By Peter Giannetti

I was greeted upon my arrival at the International Housewares Association in March with the opportunity to participate in the inaugural IHA Connect SPRING virtual event.

The event’s array of keynotes, sessions and virtual product demonstrations delivered compelling insight into how developments of the past year have recalibrated practices and products for serving the home + housewares marketplace.

One entry on the Connect SPRING agenda especially caught my attention: the Fireside Chat with The NPD Group’s chief retail advisor Marshal Cohen and Bed Bath & Beyond CEO Mark Tritton. I was curious, as certainly many were, about how open Tritton would be regarding the progress of the retailer’s transformation.

In what must have been an encouraging revelation to an industry craving a revitalized Bed Bath & Beyond, Tritton delivered a candid, forthcoming assessment of the retailer’s previous shortcomings and its recommitment to a customer-aligned purpose as a home products retailing authority.

In one of the most telling exchanges during his Connect SPRING appearance, Tritton neither dodged nor deflected when asked how Bed Bath & Beyond is rebuilding the trust of vendors that often felt as if they had little sway against the retailer’s leverage during its demanding heyday.

“We’re just more transparent, much more inclusive and much more partner-oriented than we’ve ever been,” Tritton said during his Connect SPRING session. “I felt we were really difficult partners… (We are) sitting down to the table and talking more regularly about who we want to be as a company, how we want to evolve and how (vendors) could help us forge that purpose — not just so we could achieve our goals, but so they could achieve theirs.”

Time will tell if Tritton and a largely reconstituted Bed Bath & Beyond executive and merchandising team can live up to such a vendor partnership objective. But Tritton’s candor should be viewed as a welcome start to a potential new era of collaboration required for Bed Bath & Beyond to compete against an expanded marketplace of high-output reseller options that didn’t exist for suppliers just a few years earlier.

Some suppliers may worry about being trimmed by Bed Bath & Beyond’s plan to curate a more selective assortment highlighting what Tritton calls “owned brands.” The promise of a collaborative approach that propels a long-term rebound by the retailer, however, could provide plenty of incentive for suppliers to work overtime to be part of the mix.

The early results of Bed Bath & Beyond’s omnichannel transformation in the midst of a pandemic are encouraging. The retailer recorded 11 million new digital customers in its fiscal 2020 to go with an 83% year-over-year gain in digital sales to $3 billion, 37% of which were fulfilled by stores. The company’s 2020 annual report might one day be memorialized as the first scorecard of a lasting turnaround.

If so, Mark Tritton will be judged not for the disarming transparency by which he publicly confronted Bed Bath & Beyond’s challenges, but for the effectiveness by which he, the Bed Bath & Beyond team and the home + housewares industry united to complete the retailer’s successful transformation.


**Work to complete**
Lines below that include "JSON" are the answer; copy each one.

**Supplied material**
=====
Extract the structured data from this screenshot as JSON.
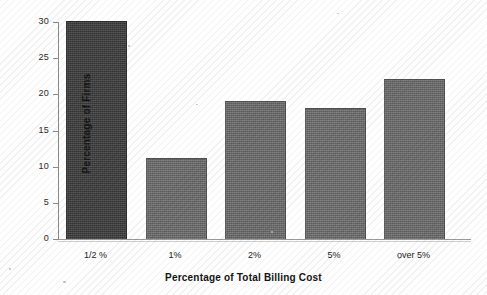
{
  "chart_data": {
    "type": "bar",
    "title": "",
    "categories": [
      "1/2 %",
      "1%",
      "2%",
      "5%",
      "over 5%"
    ],
    "values": [
      30,
      11,
      19,
      18,
      22
    ],
    "xlabel": "Percentage of Total Billing Cost",
    "ylabel": "Percentage of Firms",
    "ylim": [
      0,
      30
    ],
    "yticks": [
      0,
      5,
      10,
      15,
      20,
      25,
      30
    ],
    "ytick_labels": [
      "0",
      "5",
      "10",
      "15",
      "20",
      "25",
      "30"
    ],
    "grid": false,
    "legend": false,
    "bar_colors": [
      "#3d3d3d",
      "#6e6e6e",
      "#6e6e6e",
      "#707070",
      "#6e6e6e"
    ],
    "axis_color": "#8a8a8a"
  }
}
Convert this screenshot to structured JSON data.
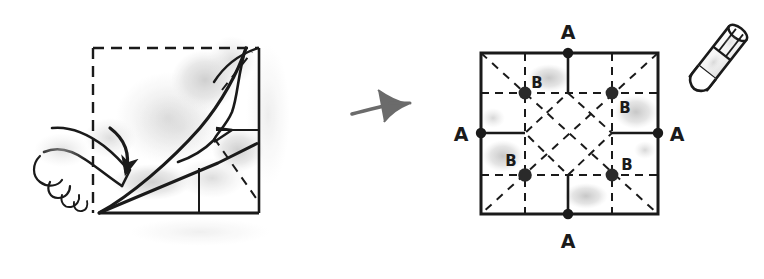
{
  "figure": {
    "type": "origami-instruction-diagram",
    "background_color": "#ffffff",
    "ink_color": "#1a1a1a",
    "pencil_shadow_color": "#c9c9c9",
    "panels": [
      {
        "id": "left-panel",
        "name": "folding-action-panel",
        "description": "Hand pressing a folded triangular flap down onto a square sheet; curved arrow shows fold direction",
        "square": {
          "x": 93,
          "y": 48,
          "width": 166,
          "height": 165
        },
        "edges": {
          "top": "dashed",
          "left": "dashed",
          "right": "solid",
          "bottom": "solid"
        },
        "elements": [
          {
            "name": "finger-hand",
            "kind": "drawing"
          },
          {
            "name": "fold-direction-arrow",
            "kind": "curved-arrow"
          },
          {
            "name": "folded-flap",
            "kind": "paper-flap"
          },
          {
            "name": "crease-diagonal",
            "kind": "dashed-line"
          },
          {
            "name": "pencil-shading",
            "kind": "shadow"
          }
        ]
      },
      {
        "id": "right-panel",
        "name": "crease-pattern-panel",
        "description": "Unfolded square showing the resulting crease pattern with labelled points A on edge midpoints and B at quarter intersections",
        "square": {
          "x": 481,
          "y": 53,
          "width": 177,
          "height": 161
        },
        "edges": {
          "top": "solid",
          "left": "solid",
          "right": "solid",
          "bottom": "solid"
        },
        "grid": {
          "divisions": 4,
          "vertical_lines": "dashed",
          "horizontal_lines": "dashed",
          "inner_diamond": "dashed",
          "diagonals": "dashed"
        }
      }
    ],
    "transition_arrow": {
      "name": "step-transition-arrow",
      "x": 352,
      "y": 108,
      "direction": "right",
      "style": "hand-drawn"
    },
    "pencil": {
      "name": "pencil-tool",
      "x": 700,
      "y": 70,
      "angle": -40,
      "description": "Stubby pencil drawn at upper right, pointing down-left"
    },
    "point_labels": {
      "a_label": "A",
      "b_label": "B",
      "a_points": [
        {
          "label": "A",
          "position": "top-edge-midpoint",
          "dot": {
            "x": 568,
            "y": 53
          },
          "text": {
            "x": 568,
            "y": 33
          }
        },
        {
          "label": "A",
          "position": "left-edge-midpoint",
          "dot": {
            "x": 481,
            "y": 133
          },
          "text": {
            "x": 461,
            "y": 140
          }
        },
        {
          "label": "A",
          "position": "right-edge-midpoint",
          "dot": {
            "x": 658,
            "y": 133
          },
          "text": {
            "x": 676,
            "y": 140
          }
        },
        {
          "label": "A",
          "position": "bottom-edge-midpoint",
          "dot": {
            "x": 568,
            "y": 214
          },
          "text": {
            "x": 568,
            "y": 243
          }
        }
      ],
      "b_points": [
        {
          "label": "B",
          "position": "upper-left-quarter",
          "dot": {
            "x": 525,
            "y": 93
          },
          "text": {
            "x": 537,
            "y": 85
          }
        },
        {
          "label": "B",
          "position": "upper-right-quarter",
          "dot": {
            "x": 612,
            "y": 93
          },
          "text": {
            "x": 624,
            "y": 109
          }
        },
        {
          "label": "B",
          "position": "lower-left-quarter",
          "dot": {
            "x": 525,
            "y": 175
          },
          "text": {
            "x": 511,
            "y": 164
          }
        },
        {
          "label": "B",
          "position": "lower-right-quarter",
          "dot": {
            "x": 612,
            "y": 175
          },
          "text": {
            "x": 626,
            "y": 168
          }
        }
      ]
    }
  }
}
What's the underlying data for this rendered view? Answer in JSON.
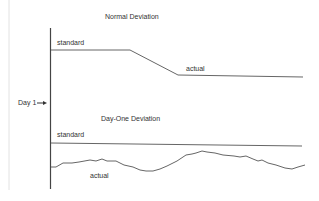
{
  "diagram": {
    "top_panel": {
      "title": "Normal Deviation",
      "standard_label": "standard",
      "actual_label": "actual"
    },
    "marker": {
      "label": "Day 1",
      "arrow": "→"
    },
    "bottom_panel": {
      "title": "Day-One Deviation",
      "standard_label": "standard",
      "actual_label": "actual"
    },
    "colors": {
      "line": "#555555",
      "text": "#333333",
      "margin_line": "#dddddd"
    }
  }
}
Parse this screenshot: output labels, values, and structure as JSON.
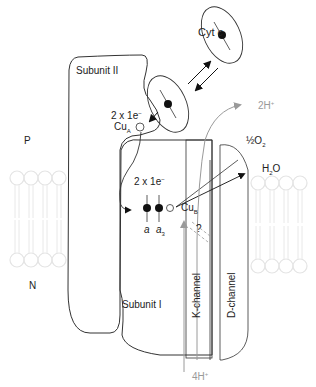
{
  "diagram": {
    "labels": {
      "cyt_c": "Cyt",
      "cyt_c_italic": "c",
      "subunit_ii": "Subunit II",
      "subunit_i": "Subunit I",
      "electrons_top": "2 x 1e",
      "electrons_top_sup": "−",
      "cu_a": "Cu",
      "cu_a_sub": "A",
      "electrons_mid": "2 x 1e",
      "electrons_mid_sup": "−",
      "heme_a": "a",
      "heme_a3": "a",
      "heme_a3_sub": "3",
      "cu_b": "Cu",
      "cu_b_sub": "B",
      "p_side": "P",
      "n_side": "N",
      "half_o2_frac": "½",
      "half_o2": "O",
      "half_o2_sub": "2",
      "water": "H",
      "water_sub": "2",
      "water_o": "O",
      "pumped_protons": "2H",
      "pumped_protons_sup": "+",
      "substrate_protons": "4H",
      "substrate_protons_sup": "+",
      "k_channel": "K-channel",
      "d_channel": "D-channel",
      "unknown_path": "?"
    },
    "colors": {
      "line": "#333333",
      "proton": "#9a9a9a",
      "membrane": "#e6e6e6"
    }
  }
}
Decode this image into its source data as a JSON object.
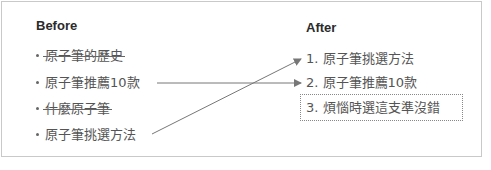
{
  "before": {
    "heading": "Before",
    "items": [
      {
        "text": "原子筆的歷史",
        "struck": true
      },
      {
        "text": "原子筆推薦10款",
        "struck": false
      },
      {
        "text": "什麼原子筆",
        "struck": true
      },
      {
        "text": "原子筆挑選方法",
        "struck": false
      }
    ]
  },
  "after": {
    "heading": "After",
    "items": [
      {
        "text": "1. 原子筆挑選方法",
        "highlighted": false
      },
      {
        "text": "2. 原子筆推薦10款",
        "highlighted": false
      },
      {
        "text": "3. 煩惱時選這支準沒錯",
        "highlighted": true
      }
    ]
  },
  "connections": [
    {
      "from": "原子筆推薦10款",
      "to": "2. 原子筆推薦10款"
    },
    {
      "from": "原子筆挑選方法",
      "to": "1. 原子筆挑選方法"
    }
  ],
  "colors": {
    "arrow": "#777777",
    "border": "#c9c9c9",
    "text": "#555555",
    "heading": "#2b2b2b"
  }
}
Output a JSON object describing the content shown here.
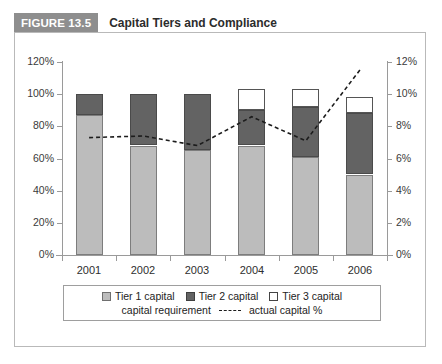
{
  "figure": {
    "badge": "FIGURE 13.5",
    "title": "Capital Tiers and Compliance"
  },
  "legend": {
    "tier1_label": "Tier 1 capital",
    "tier2_label": "Tier 2 capital",
    "tier3_label": "Tier 3 capital",
    "requirement_label": "capital requirement",
    "actual_label": "actual capital %"
  },
  "colors": {
    "tier1": "#bcbcbc",
    "tier2": "#636363",
    "tier3": "#ffffff",
    "line": "#1c1c1c",
    "badge_bg": "#8e8e8e",
    "axis": "#9a9a9a"
  },
  "chart_data": {
    "type": "bar",
    "title": "Capital Tiers and Compliance",
    "xlabel": "",
    "ylabel": "",
    "stacked": true,
    "grid": false,
    "legend_position": "bottom",
    "categories": [
      "2001",
      "2002",
      "2003",
      "2004",
      "2005",
      "2006"
    ],
    "series": [
      {
        "name": "Tier 1 capital",
        "axis": "left",
        "type": "bar",
        "values": [
          87,
          68,
          65,
          68,
          61,
          50
        ]
      },
      {
        "name": "Tier 2 capital",
        "axis": "left",
        "type": "bar",
        "values": [
          13,
          32,
          35,
          22,
          31,
          38
        ]
      },
      {
        "name": "Tier 3 capital",
        "axis": "left",
        "type": "bar",
        "values": [
          0,
          0,
          0,
          13,
          11,
          10
        ]
      },
      {
        "name": "actual capital %",
        "axis": "right",
        "type": "line",
        "style": "dashed",
        "values": [
          7.3,
          7.4,
          6.8,
          8.6,
          7.1,
          11.5
        ]
      }
    ],
    "left_axis": {
      "ticks": [
        "0%",
        "20%",
        "40%",
        "60%",
        "80%",
        "100%",
        "120%"
      ],
      "tick_values": [
        0,
        20,
        40,
        60,
        80,
        100,
        120
      ],
      "ylim": [
        0,
        120
      ]
    },
    "right_axis": {
      "ticks": [
        "0%",
        "2%",
        "4%",
        "6%",
        "8%",
        "10%",
        "12%"
      ],
      "tick_values": [
        0,
        2,
        4,
        6,
        8,
        10,
        12
      ],
      "ylim": [
        0,
        12
      ]
    }
  }
}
=====
**Answer box**
Extract the structured data from this screenshot as JSON.
Convert this screenshot to structured JSON data.
What's the underlying data for this rendered view? Answer in JSON.
Parse this screenshot: output labels, values, and structure as JSON.
Decode this image into its source data as a JSON object.
Output a JSON object describing the content shown here.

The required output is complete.